Currently she was revisiting every detail of his suspicions. If Raichoudry was a traitor, they needed unassailable facts before commencing any investigation. To further safeguard their conversation, Sam had this session masked by top-level privacy mode so no one else could listen in or watch. “When did you begin doubting Addison’s loyalties?” She sailed in low with more elbow strikes.
The Voton went left, blocking one strike, then another. “Last month. After the current Children of Earth operation started,” he replied in his staccato style of talking.
“But,” Sam sidestepped Surje’s high knee, which nearly struck her jaw. Nice! “You were her loudest advocate before and right after her extraction.”
“Correct.” The Voton directed some quick jabs at Sam’s face, landing one before she ducked and dodged the rest. “Things changed.”
“Relax. You’re beyond stiff,” Sam chided, then switched topics. “What changed?”
“Two months after Addie returned, Captain Nwosu put her on medical leave,” Surje dropped low, “since her PTSD from the mission became so bad.” With a startling burst of speed, he tackled Sam to the ground. The Voton mounted her with fist drawn back.

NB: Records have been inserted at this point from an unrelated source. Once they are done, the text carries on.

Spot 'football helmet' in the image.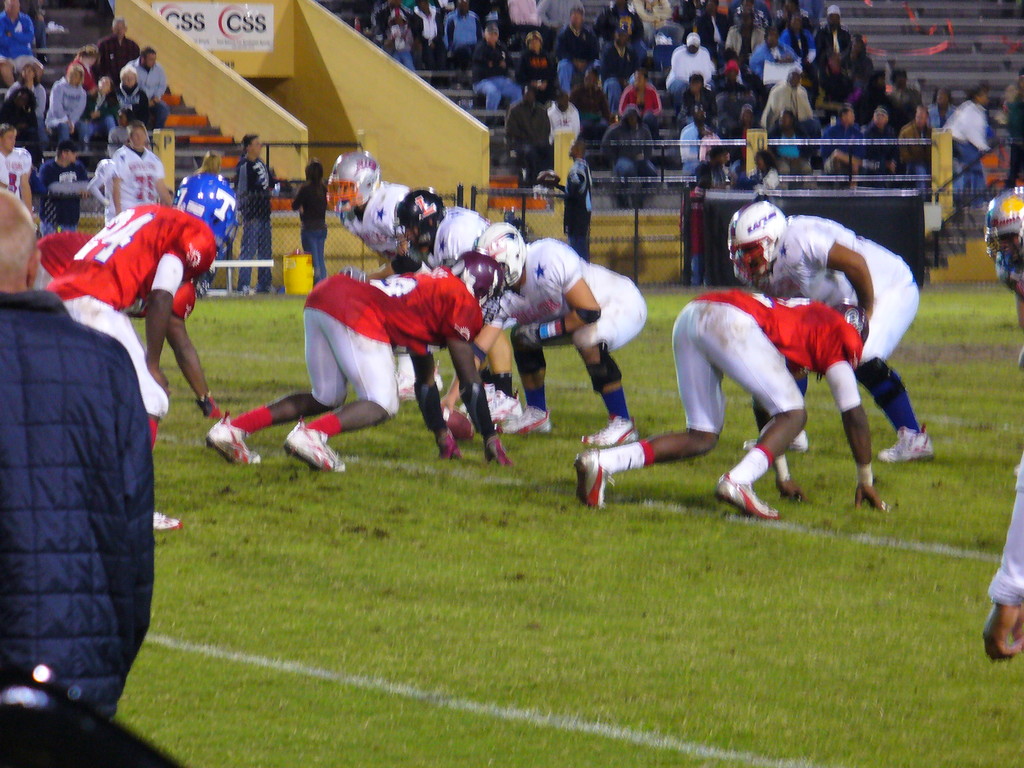
'football helmet' found at {"x1": 392, "y1": 188, "x2": 445, "y2": 255}.
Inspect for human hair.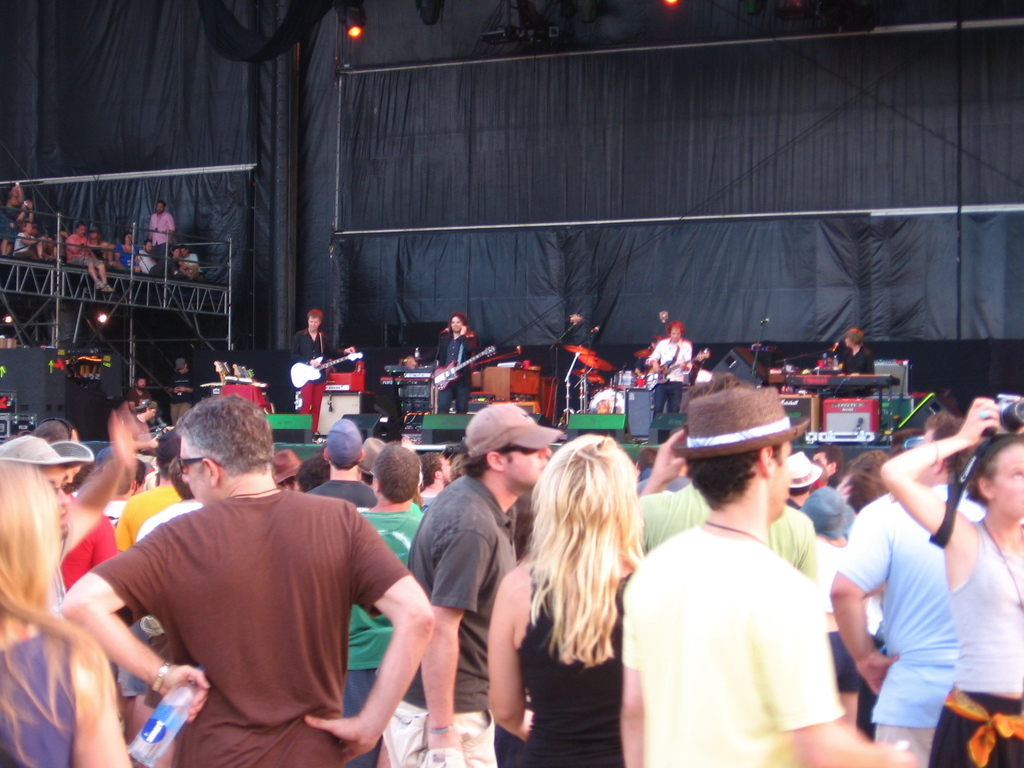
Inspection: <box>167,400,290,482</box>.
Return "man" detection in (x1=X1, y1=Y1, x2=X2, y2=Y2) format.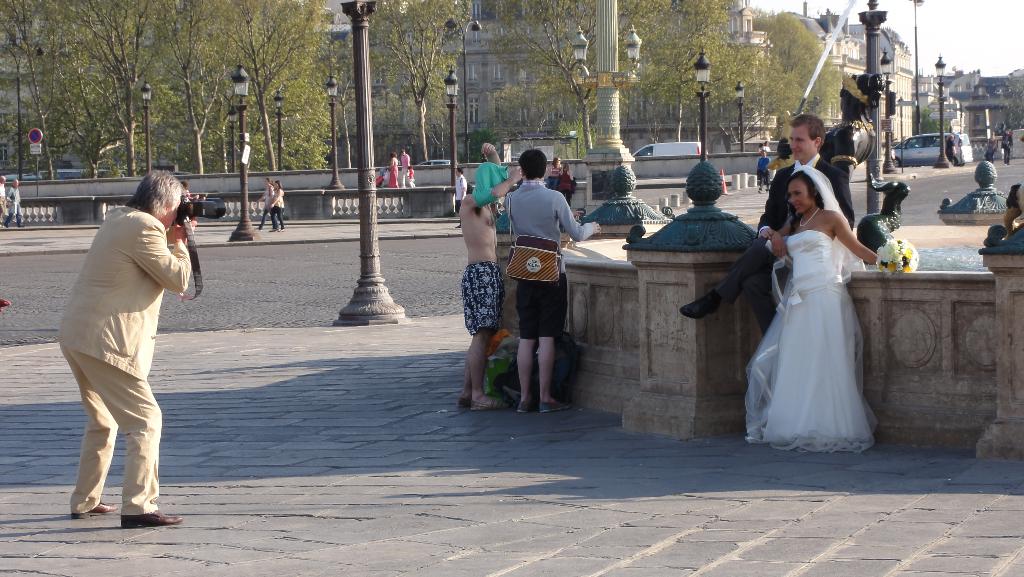
(x1=0, y1=175, x2=8, y2=227).
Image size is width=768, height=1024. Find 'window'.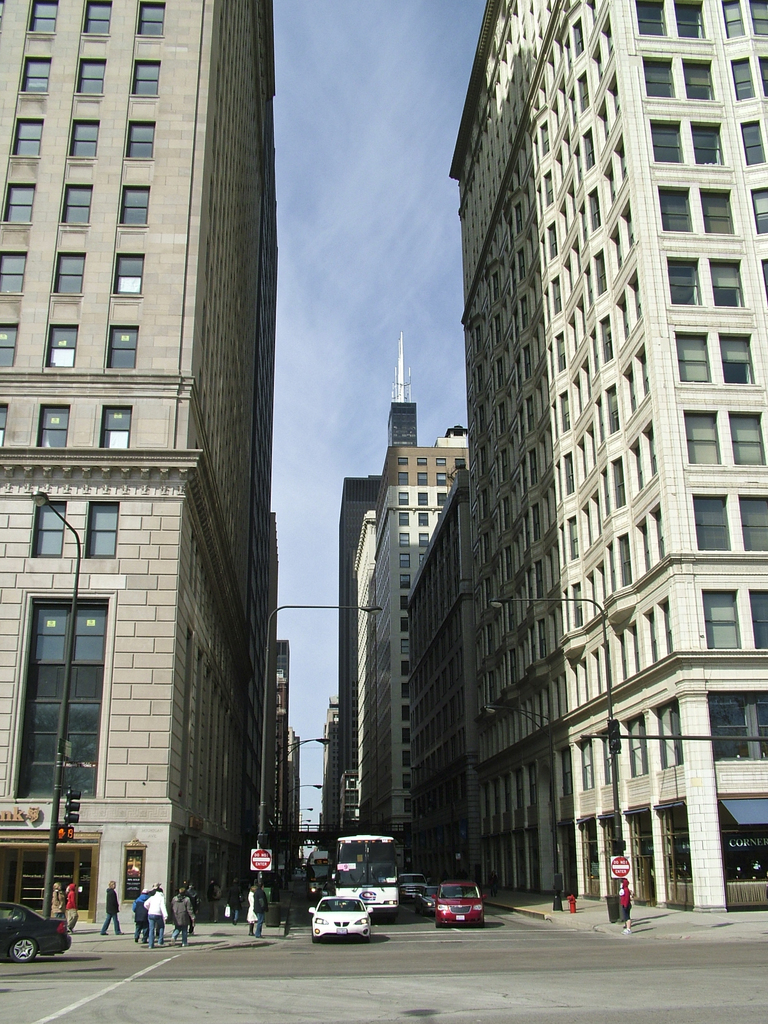
x1=399 y1=534 x2=412 y2=548.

Already a step ahead, she bridged her hips to toss him overhead with a leg throw. Surje landed a few feet away with a grunt.
Sam’s memories drifted toward Raichoudry’s initial return. Back then, Addison rarely left her quarters except to meet with her therapist or Habraum. “We monitored her movement while she was on sabbatical,” Sam recalled, standing up. “Addison mostly stayed on the travel itinerary Habraum made for her until she returned to Hollus.”
“The PTSD was gone.” Surje was already upright, but unsteady. “She wants to be a team player. No explanation other than needing the space.” One of many commendable things about Surje was his adherence to gleaning over the tiniest minutiae and seeing where they led. “You know how much Addie loves discussing. Details and facts.”
Sam’s expression soured. “I noticed that.”
“At first I was happy. For APR—sorry, Addison,” Surje corrected. The nickname using Addison’s initials had been popularized by Surje and Khrome. “Then came her constant sucking up to Captain Nwosu. Running secret errands for him.”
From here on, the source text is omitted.